Project SUSTAIN: A Partnership for Sustainability Education
Among the Ypsilanti Schools, Washtenaw County DEIS, and
Creative Change Educational Solutions
Project Overview
Approach to Education
Project History
Project Partners
Participating Teachers
Classroom Units
Project Evaluation
Overview of Project SUSTAIN
Project SUSTAIN: Students Understand and Solve Twenty-first Century Issues Now
Project SUSTAIN was an educational improvement initiative of the Ypsilanti Public Schools funded by the US Environmental Protection Agency and Washtenaw County government. The project aimed to improve teaching and learning through Education for a Sustainable Future: learning that prepares students to create a healthy environment, a fair economy, and an equitable society. Activities included professional development for teachers, interdisciplinary classroom units, and community-based projects with students.
Teachers in five Ypsilanti schools have successfully integrated critical economic, social, and environmental issues into their science, social studies, language arts, and math classes, reaching over 500 students in grades 5-12.
The Project SUSTAIN Approach
The content and methods promoted in Project SUSTAIN supported and strengthened the goals set forth in the Michigan Curriculum Framework and Ypsilanti District Curriculum. The units developed by teachers reflect these key strategies:
- Integrated Content: Making connections among social, economic, and environmental issues transforms isolated facts into meaningful understanding. ·
- Inquiry-based Instruction: Students investigate important questions through active analysis, research, reflection, interpretation, and problem-solving.
- High Expectations and Authentic Assessment: Students apply their learning in authentic situations through purposeful, positive actions.
This approach aims to chip away at students' apathy and infuse a fundamental sense of purpose, meaning, and relevance across academic disciplines. An evaluation by the University of Michigan measured the project's impact on teacher practice and student learning.
History
The Washtenaw County Department of Environment and Infrastructure Services started The Sustainability Education Project in 1998 to implement pilot projects in sustainability education. Three years of teacher workshops, in-class units, and student-community partnerships built a foundation for larger-scale funding. In the summer of 2001, the US EPA awarded the Ypsilanti Public Schools a national Environmental Education Grant, launching Project SUSTAIN in the fall of 2001.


**Try it**
Among the entries that follow, how many lines contain the word "xlabel"? Give the number alone.

**Available data**
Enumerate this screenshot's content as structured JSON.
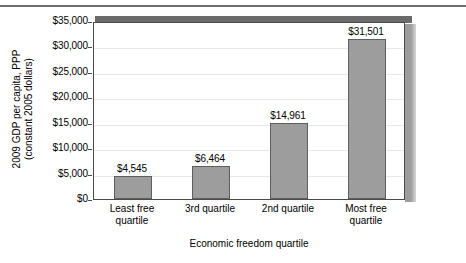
{
  "chart_data": {
    "type": "bar",
    "title": "",
    "subtitle": "",
    "xlabel": "Economic freedom quartile",
    "ylabel": "2009 GDP per capita, PPP (constant 2005 dollars)",
    "ylabel_lines": [
      "2009 GDP per capita, PPP",
      "(constant 2005 dollars)"
    ],
    "categories": [
      "Least free quartile",
      "3rd quartile",
      "2nd quartile",
      "Most free quartile"
    ],
    "category_lines": [
      [
        "Least free",
        "quartile"
      ],
      [
        "3rd quartile"
      ],
      [
        "2nd quartile"
      ],
      [
        "Most free",
        "quartile"
      ]
    ],
    "values": [
      4545,
      6464,
      14961,
      31501
    ],
    "data_labels": [
      "$4,545",
      "$6,464",
      "$14,961",
      "$31,501"
    ],
    "ylim": [
      0,
      35000
    ],
    "ytick_values": [
      0,
      5000,
      10000,
      15000,
      20000,
      25000,
      30000,
      35000
    ],
    "ytick_labels": [
      "$0",
      "$5,000",
      "$10,000",
      "$15,000",
      "$20,000",
      "$25,000",
      "$30,000",
      "$35,000"
    ],
    "grid": true,
    "grid_axis": "y",
    "legend": false,
    "legend_position": "none",
    "bar_color": "#9d9d9d",
    "bar_edge_color": "#5e5e5e",
    "gridline_color": "#e8e8e8",
    "axis_color": "#4a4a4a",
    "shadow_color": "#9c9c9c",
    "top_bar_color": "#6b6b6b",
    "rule_color": "#6d6d6d",
    "background": "#ffffff"
  }
}
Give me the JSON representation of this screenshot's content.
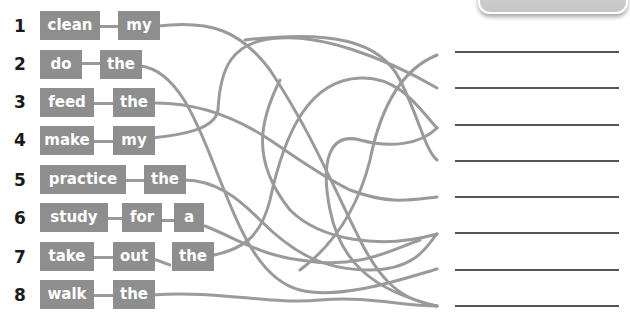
{
  "exercise": {
    "type": "word-maze-matching",
    "rows": [
      {
        "number": "1",
        "words": [
          "clean",
          "my"
        ]
      },
      {
        "number": "2",
        "words": [
          "do",
          "the"
        ]
      },
      {
        "number": "3",
        "words": [
          "feed",
          "the"
        ]
      },
      {
        "number": "4",
        "words": [
          "make",
          "my"
        ]
      },
      {
        "number": "5",
        "words": [
          "practice",
          "the"
        ]
      },
      {
        "number": "6",
        "words": [
          "study",
          "for",
          "a"
        ]
      },
      {
        "number": "7",
        "words": [
          "take",
          "out",
          "the"
        ]
      },
      {
        "number": "8",
        "words": [
          "walk",
          "the"
        ]
      }
    ],
    "answer_lines": [
      "",
      "",
      "",
      "",
      "",
      "",
      "",
      ""
    ]
  },
  "colors": {
    "word_box": "#8e8e8e",
    "word_text": "#ffffff",
    "maze_line": "#9a9a9a",
    "answer_line": "#555555",
    "number_text": "#1a1a1a"
  }
}
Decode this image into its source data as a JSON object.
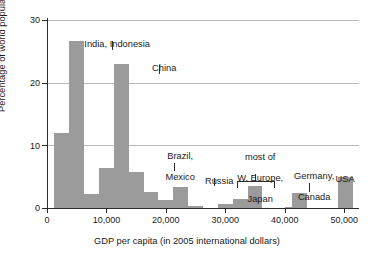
{
  "chart_data": {
    "type": "bar",
    "title": "",
    "subtitle": "",
    "xlabel": "GDP per capita (in 2005 international dollars)",
    "ylabel": "Percentage of world population",
    "xlim": [
      0,
      52500
    ],
    "ylim": [
      0,
      30
    ],
    "bin_width": 2500,
    "grid": "horizontal",
    "legend": "none",
    "bar_color": "#9b9b9b",
    "axis_color": "#2b2b2b",
    "grid_color": "#b9b9b9",
    "x_ticks": [
      0,
      10000,
      20000,
      30000,
      40000,
      50000
    ],
    "x_tick_labels": [
      "0",
      "10,000",
      "20,000",
      "30,000",
      "40,000",
      "50,000"
    ],
    "y_ticks": [
      0,
      10,
      20,
      30
    ],
    "y_tick_labels": [
      "0",
      "10",
      "20",
      "30"
    ],
    "bins": [
      {
        "x0": 1250,
        "x1": 3750,
        "value": 12.0
      },
      {
        "x0": 3750,
        "x1": 6250,
        "value": 26.7
      },
      {
        "x0": 6250,
        "x1": 8750,
        "value": 2.3
      },
      {
        "x0": 8750,
        "x1": 11250,
        "value": 6.4
      },
      {
        "x0": 11250,
        "x1": 13750,
        "value": 23.0
      },
      {
        "x0": 13750,
        "x1": 16250,
        "value": 5.7
      },
      {
        "x0": 16250,
        "x1": 18750,
        "value": 2.6
      },
      {
        "x0": 18750,
        "x1": 21250,
        "value": 1.2
      },
      {
        "x0": 21250,
        "x1": 23750,
        "value": 3.4
      },
      {
        "x0": 23750,
        "x1": 26250,
        "value": 0.25
      },
      {
        "x0": 28750,
        "x1": 31250,
        "value": 0.6
      },
      {
        "x0": 31250,
        "x1": 33750,
        "value": 1.5
      },
      {
        "x0": 33750,
        "x1": 36250,
        "value": 3.5
      },
      {
        "x0": 40000,
        "x1": 41250,
        "value": 0.12
      },
      {
        "x0": 41250,
        "x1": 43750,
        "value": 2.4
      },
      {
        "x0": 49000,
        "x1": 51500,
        "value": 5.0
      }
    ],
    "annotations": [
      {
        "id": "india-indonesia",
        "text": "India, Indonesia",
        "target_x": 5000,
        "lines": [
          "India, Indonesia"
        ]
      },
      {
        "id": "china",
        "text": "China",
        "target_x": 12500,
        "lines": [
          "China"
        ]
      },
      {
        "id": "brazil-mexico",
        "text": "Brazil, Mexico",
        "target_x": 15000,
        "lines": [
          "Brazil,",
          "Mexico"
        ]
      },
      {
        "id": "russia",
        "text": "Russia",
        "target_x": 22500,
        "lines": [
          "Russia"
        ]
      },
      {
        "id": "w-europe-japan",
        "text": "most of W. Europe, Japan",
        "target_x": 32500,
        "lines": [
          "most of",
          "W. Europe,",
          "Japan"
        ]
      },
      {
        "id": "germany-canada",
        "text": "Germany, Canada",
        "target_x": 42500,
        "lines": [
          "Germany,",
          "Canada"
        ]
      },
      {
        "id": "usa",
        "text": "USA",
        "target_x": 50250,
        "lines": [
          "USA"
        ]
      }
    ]
  },
  "axes": {
    "y_label": "Percentage of world population",
    "x_label": "GDP per capita (in 2005 international dollars)",
    "y_tick_0": "0",
    "y_tick_10": "10",
    "y_tick_20": "20",
    "y_tick_30": "30",
    "x_tick_0": "0",
    "x_tick_10k": "10,000",
    "x_tick_20k": "20,000",
    "x_tick_30k": "30,000",
    "x_tick_40k": "40,000",
    "x_tick_50k": "50,000"
  },
  "labels": {
    "india_indonesia": "India, Indonesia",
    "china": "China",
    "brazil": "Brazil,",
    "mexico": "Mexico",
    "russia": "Russia",
    "most_of": "most of",
    "w_europe": "W. Europe,",
    "japan": "Japan",
    "germany": "Germany,",
    "canada": "Canada",
    "usa": "USA"
  }
}
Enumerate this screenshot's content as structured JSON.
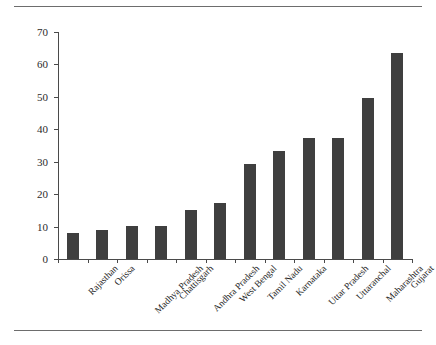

**Solved exercise**
2